“Passing out condoms increases the amount of sex but makes each sex act less dangerous. So theoretically it’s indeterminant whether it increases or decreases the spread of AIDS.”
Not quite—on a rational choice model, passing out condoms may decrease or not impact the spread of AIDS (in principle), but it can’t increase it. A rational actor who doesn’t actively want AIDS might increase their sexual activity enough to compensate for the added safety of the condom, but they would not go further than that.
(This is different from the seatbelt case because car crashes result in costs, say to pedestrians who are struck, that are not internalized by the driver.)
We might suppose that condom promotion has two effects: a replacement effect and an encouragement effect. So there will be instances where what would have been unsafe sex at all becomes safe sex, and some instances where no sex at all becomes safe sex. Safe sex is so vastly less likely to transmit HIV that the latter effect would have to be hundreds of times larger than the former for condom promotion to have an overall increasing effect on HIV transmission; that doesn’t seem plausible to me and no evidence to support it has been presented.
If you could show that condom promotion caused a lot of instances where no sex becomes unsafe sex that would change the picture, but AFAIK there’s no reason or evidence to suppose that.
It’s pretty clear in this instance that the desire to bash the Pope-criticising liberals came first, and the arguments second.

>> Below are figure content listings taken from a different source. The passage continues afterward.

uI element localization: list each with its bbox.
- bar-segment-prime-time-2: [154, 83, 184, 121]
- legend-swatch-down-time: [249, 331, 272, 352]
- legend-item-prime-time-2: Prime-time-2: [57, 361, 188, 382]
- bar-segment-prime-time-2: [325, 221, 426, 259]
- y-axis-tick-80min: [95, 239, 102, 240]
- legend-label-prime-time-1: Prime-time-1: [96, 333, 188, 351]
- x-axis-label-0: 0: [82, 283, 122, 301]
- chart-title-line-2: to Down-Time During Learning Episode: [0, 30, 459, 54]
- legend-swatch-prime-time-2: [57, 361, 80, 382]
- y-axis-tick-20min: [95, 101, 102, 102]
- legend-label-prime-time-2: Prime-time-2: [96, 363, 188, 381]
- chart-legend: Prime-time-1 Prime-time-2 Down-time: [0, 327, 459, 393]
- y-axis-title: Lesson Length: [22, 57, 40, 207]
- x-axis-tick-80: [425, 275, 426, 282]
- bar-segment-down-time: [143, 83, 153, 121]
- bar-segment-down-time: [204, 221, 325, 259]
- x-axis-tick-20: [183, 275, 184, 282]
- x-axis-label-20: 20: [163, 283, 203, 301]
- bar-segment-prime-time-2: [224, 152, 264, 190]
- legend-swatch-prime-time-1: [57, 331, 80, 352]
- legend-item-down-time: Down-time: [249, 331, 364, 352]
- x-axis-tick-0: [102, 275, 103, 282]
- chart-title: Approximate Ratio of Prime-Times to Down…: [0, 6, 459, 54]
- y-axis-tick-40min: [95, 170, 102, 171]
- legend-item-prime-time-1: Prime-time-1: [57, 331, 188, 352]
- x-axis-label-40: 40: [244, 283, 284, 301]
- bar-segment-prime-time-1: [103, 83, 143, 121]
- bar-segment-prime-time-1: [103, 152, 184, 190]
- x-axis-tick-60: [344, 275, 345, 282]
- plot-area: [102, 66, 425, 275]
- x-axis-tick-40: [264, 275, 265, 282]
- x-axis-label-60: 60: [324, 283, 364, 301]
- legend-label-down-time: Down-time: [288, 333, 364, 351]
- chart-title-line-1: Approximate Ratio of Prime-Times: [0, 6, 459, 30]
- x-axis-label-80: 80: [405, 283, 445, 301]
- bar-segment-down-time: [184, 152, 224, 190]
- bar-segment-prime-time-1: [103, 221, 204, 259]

In theory—I say nothing of practice—this need not be true. If people get ten times as much sexual pleasure per unit risk, they may pay out more total risk. As a general principle of resource consumption this has an official name, but I forget it.
Obviously we can construct an agent who does this. I just don’t see a reasonably parsimonious model that does it without including a preference for getting AIDS, or something similarly crazy. Perhaps I’m just stuck.
Are you talking about the idea of a Giffen good, where bread becomes more costly, reducing your household budget, forcing you to get more of your calories from cheaper goods such as bread, meaning you buy more bread? If so I’m not sure I see how that applies in this instance.
In general I don’t mean to make an argument that it’s impossible for harm reduction strategies to be counterproductive, but that condoms in particular are so very effective at reducing HIV transmission that it’s simply implausible to posit that any countervailing effect could do so much as to make the overall outcome worse—such an idea would need very strong evidence, which plainly isn’t here.
“Passing out condoms increases the amount of sex but makes each sex act less dangerous. So theoretically it’s indeterminant whether it increases or decreases the spread of AIDS.”
Not quite—on a rational choice model, passing out condoms may decrease or not impact the spread of AIDS (in principle), but it can’t increase it. A rational actor who doesn’t actively want AIDS might increase their sexual activity enough to compensate for the added safety of the condom, but they would not go further than that.
(This is different from the seatbelt case because car crashes result in costs, say to pedestrians who are struck, that are not internalized by the driver.)
We might suppose that condom promotion has two effects: a replacement effect and an encouragement effect. So there will be instances where what would have been unsafe sex at all becomes safe sex, and some instances where no sex at all becomes safe sex. Safe sex is so vastly less likely to transmit HIV that the latter effect would have to be hundreds of times larger than the former for condom promotion to have an overall increasing effect on HIV transmission; that doesn’t seem plausible to me and no evidence to support it has been presented.
If you could show that condom promotion caused a lot of instances where no sex becomes unsafe sex that would change the picture, but AFAIK there’s no reason or evidence to suppose that.
It’s pretty clear in this instance that the desire to bash the Pope-criticising liberals came first, and the arguments second.
In theory—I say nothing of practice—this need not be true. If people get ten times as much sexual pleasure per unit risk, they may pay out more total risk. As a general principle of resource consumption this has an official name, but I forget it.
Obviously we can construct an agent who does this. I just don’t see a reasonably parsimonious model that does it without including a preference for getting AIDS, or something similarly crazy. Perhaps I’m just stuck.
Are you talking about the idea of a Giffen good, where bread becomes more costly, reducing your household budget, forcing you to get more of your calories from cheaper goods such as bread, meaning you buy more bread? If so I’m not sure I see how that applies in this instance.
In general I don’t mean to make an argument that it’s impossible for harm reduction strategies to be counterproductive, but that condoms in particular are so very effective at reducing HIV transmission that it’s simply implausible to posit that any countervailing effect could do so much as to make the overall outcome worse—such an idea would need very strong evidence, which plainly isn’t here.